Price-tracking services put the national average Monday around $2 a gallon. Some stations were spotted charging under a dollar. The average price in Indianapolis Monday was $1.67, according to price tracker GasBuddy.

But don’t expect a stampede to the pumps. Demand is weak because so many Americans are under shelter-in-place rules and businesses have been closed because of the coronavirus outbreak.

“For most Americans who are home practicing social distancing and not driving to work or taking their children to school, you are only filling up maybe once a week, maybe every couple of weeks,” said Jeanette Casselano, a spokeswoman for the AAA auto club. “You are not reaping the benefits.”

Prices have plenty of room to keep falling—maybe below $1.50, according to analysts.

Patrick DeHaan, an analyst for GasBuddy, said that eventually retail prices will reflect the even faster decline in wholesale prices

“Retailers are taking their time lowering prices because they have a lot of uncertainty around the corner,” DeHaan said, adding that the practice boosts service station profit margins. “We’ve never seen gasoline retailers doing as well as they are now.”

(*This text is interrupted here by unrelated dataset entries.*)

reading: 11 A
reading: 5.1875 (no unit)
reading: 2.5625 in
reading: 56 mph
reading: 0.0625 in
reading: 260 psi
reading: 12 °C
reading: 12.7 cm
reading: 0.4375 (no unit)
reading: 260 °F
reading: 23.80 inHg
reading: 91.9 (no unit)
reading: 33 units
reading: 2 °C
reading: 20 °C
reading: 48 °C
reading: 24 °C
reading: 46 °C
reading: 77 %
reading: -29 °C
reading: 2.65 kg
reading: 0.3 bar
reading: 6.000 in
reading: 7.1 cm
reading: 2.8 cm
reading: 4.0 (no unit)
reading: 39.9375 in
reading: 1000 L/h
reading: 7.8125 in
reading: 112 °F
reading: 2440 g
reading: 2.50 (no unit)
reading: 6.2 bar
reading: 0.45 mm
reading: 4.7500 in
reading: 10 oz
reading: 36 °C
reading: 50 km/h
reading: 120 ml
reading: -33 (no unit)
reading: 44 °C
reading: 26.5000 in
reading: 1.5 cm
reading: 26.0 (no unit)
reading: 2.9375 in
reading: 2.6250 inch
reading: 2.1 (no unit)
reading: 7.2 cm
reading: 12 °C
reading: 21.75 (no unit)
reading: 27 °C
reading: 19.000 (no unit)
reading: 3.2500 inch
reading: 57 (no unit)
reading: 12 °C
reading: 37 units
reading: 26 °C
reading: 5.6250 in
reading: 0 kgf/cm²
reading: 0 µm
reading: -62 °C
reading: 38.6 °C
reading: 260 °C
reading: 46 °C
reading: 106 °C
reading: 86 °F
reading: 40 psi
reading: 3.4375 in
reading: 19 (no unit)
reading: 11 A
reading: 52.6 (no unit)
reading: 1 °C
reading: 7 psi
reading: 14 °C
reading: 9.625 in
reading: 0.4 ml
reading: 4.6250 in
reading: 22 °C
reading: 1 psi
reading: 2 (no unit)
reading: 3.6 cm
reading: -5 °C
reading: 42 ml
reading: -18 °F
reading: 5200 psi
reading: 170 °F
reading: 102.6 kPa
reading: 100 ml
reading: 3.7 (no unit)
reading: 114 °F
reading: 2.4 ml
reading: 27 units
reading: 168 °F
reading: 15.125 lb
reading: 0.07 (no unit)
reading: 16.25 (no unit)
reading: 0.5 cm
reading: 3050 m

Investors expect weak demand to continuing pushing gasoline prices lower. Contracts in New York for gasoline futures plunged to well under $1 a gallon on Monday.

Oil accounts for about half the price of gasoline, and the drop at the pump is shadowing the steep slide in crude, which briefly on Monday hit the lowest levels since 2002. Benchmark prices for U.S. and international crude have both fallen by more than half in the past five weeks, as more Americans and Europeans have come under lockdown, cutting into demand for oil, and Saudi Arabia and Russia engaged in a price war.

Falling prices is likely to lead to less production in the Permian Basin of west Texas and New Mexico and other U.S. oilfields. Chevron is cutting back spending in the Permian, where shale drilling turned the U.S. into the world’s biggest oil producer.

AAA put Monday’s national average for gasoline at $2.01 a gallon, down from $2.69 a year ago. GasBuddy said it was $1.99. Both were within 20 cents of price lows set in early 2016 and late 2008, according to government figures.

The cheapest prices are in a swath of the country from Texas to Wisconsin and Michigan, with most states in that band averaging under $1.77 a gallon. At the other end were California, at $3.06, and Hawaii, $3.36 on average.